Long ago, fractures would appear in certain sectors of the economy that did not spread, but the global debt market is material to us all. One immediate effect is the weakness of the US dollar, which is partially depressed due to the uncertainty of the scope of the subprime loan crisis. A weak dollar is something we all feel in the GCC.

A weak bond market also makes buyout deals more difficult to complete, and for companies to raise capital. Two recent bond offerings show that the market is softening: Kia Motors canceled a US$500m bond sale, and a Dutch company has postponed the sale of US$650m in notes. This affects stock markets which have received a lift from companies that go private.

While most of us probably ignore bond benchmarks (yield spreads, LIBOR), these realities care about us. Increased interest rates, reevaluated currencies, and fledgling equity markets affect us all, and these are all interlinked with the actions of highly leveraged investment companies and unintended failures of financial innovations.

There are historical precedents. The 80s were dominated by leverage and junk bonds, and resulted in the collapse of savings and loans institutions which were heavily invested in risky securities. The bailout cost US taxpayers US$140bn.

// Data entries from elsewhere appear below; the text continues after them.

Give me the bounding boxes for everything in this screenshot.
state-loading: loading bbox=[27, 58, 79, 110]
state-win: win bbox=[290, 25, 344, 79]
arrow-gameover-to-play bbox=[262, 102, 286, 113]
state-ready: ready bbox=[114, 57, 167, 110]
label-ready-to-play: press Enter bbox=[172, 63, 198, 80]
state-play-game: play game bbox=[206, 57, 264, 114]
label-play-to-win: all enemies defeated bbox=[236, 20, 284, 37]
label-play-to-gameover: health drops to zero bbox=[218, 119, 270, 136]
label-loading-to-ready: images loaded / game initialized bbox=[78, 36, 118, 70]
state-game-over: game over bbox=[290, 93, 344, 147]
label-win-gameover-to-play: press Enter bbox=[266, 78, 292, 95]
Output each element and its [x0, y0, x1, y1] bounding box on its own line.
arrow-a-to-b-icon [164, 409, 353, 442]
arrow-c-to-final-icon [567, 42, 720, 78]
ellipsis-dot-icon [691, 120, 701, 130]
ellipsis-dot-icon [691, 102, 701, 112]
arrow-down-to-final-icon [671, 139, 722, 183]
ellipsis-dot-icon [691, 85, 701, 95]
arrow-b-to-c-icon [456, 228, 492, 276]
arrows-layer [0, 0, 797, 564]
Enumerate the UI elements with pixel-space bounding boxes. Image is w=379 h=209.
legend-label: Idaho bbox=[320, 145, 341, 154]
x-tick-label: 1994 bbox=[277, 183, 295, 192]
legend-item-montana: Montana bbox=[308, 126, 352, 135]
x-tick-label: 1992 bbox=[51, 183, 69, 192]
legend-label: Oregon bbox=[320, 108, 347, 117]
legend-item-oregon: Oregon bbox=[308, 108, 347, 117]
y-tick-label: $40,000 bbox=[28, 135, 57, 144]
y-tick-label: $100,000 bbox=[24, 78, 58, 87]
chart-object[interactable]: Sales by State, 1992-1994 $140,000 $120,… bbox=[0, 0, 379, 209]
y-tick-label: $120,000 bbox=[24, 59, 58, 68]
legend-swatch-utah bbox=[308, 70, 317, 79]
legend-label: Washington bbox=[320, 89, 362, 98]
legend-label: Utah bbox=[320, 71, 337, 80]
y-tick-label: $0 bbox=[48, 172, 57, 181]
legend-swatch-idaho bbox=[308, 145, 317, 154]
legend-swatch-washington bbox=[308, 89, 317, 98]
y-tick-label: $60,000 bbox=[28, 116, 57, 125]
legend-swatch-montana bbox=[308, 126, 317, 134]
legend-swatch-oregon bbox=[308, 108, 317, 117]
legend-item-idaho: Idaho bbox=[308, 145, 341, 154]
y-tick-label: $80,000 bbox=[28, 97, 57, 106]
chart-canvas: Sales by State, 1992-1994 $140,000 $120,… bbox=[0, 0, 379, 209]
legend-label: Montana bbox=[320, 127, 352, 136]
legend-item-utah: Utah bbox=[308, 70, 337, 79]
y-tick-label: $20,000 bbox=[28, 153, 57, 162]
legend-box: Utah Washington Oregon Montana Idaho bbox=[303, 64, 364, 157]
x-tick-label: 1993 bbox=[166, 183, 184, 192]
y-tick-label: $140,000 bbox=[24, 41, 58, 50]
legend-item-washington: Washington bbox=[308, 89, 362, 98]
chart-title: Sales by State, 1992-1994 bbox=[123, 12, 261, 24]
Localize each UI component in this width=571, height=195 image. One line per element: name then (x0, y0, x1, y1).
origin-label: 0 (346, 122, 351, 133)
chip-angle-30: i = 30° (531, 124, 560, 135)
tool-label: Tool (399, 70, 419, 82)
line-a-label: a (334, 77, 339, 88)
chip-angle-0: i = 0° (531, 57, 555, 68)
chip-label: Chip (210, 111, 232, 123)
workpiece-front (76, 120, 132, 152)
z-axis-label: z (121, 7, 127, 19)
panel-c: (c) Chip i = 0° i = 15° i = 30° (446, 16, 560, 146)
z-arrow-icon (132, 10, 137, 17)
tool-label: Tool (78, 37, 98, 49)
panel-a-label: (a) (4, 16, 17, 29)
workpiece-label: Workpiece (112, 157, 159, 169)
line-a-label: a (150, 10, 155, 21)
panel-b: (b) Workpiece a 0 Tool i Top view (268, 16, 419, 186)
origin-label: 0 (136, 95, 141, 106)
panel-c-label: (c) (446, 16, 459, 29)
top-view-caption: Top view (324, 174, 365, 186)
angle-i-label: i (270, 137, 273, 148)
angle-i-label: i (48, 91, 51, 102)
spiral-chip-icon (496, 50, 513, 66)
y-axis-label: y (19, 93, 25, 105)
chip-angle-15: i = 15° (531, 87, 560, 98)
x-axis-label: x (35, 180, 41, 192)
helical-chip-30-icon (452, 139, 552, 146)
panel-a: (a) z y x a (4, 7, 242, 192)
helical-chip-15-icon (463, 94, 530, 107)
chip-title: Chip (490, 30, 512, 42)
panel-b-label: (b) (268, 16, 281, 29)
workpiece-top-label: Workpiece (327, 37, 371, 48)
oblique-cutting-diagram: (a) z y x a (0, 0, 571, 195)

Of course that was more than just leverage, there was malfeasance. Yet the cause and effects of such downturns are eerily similar. Very smart men shun the traditional norms of investment, overextend themselves, and fall. Investors examine the remains and realise the limits of their sophistication. Somehow, the losses are exacerbated and institutions (and governments) need to step in to deter an all out collapse. Just as risk is spread through financial engineering, bailout costs are spread to the population at large. There is a cost to unchecked leverage. Sooner or later, we all might have to foot the bill.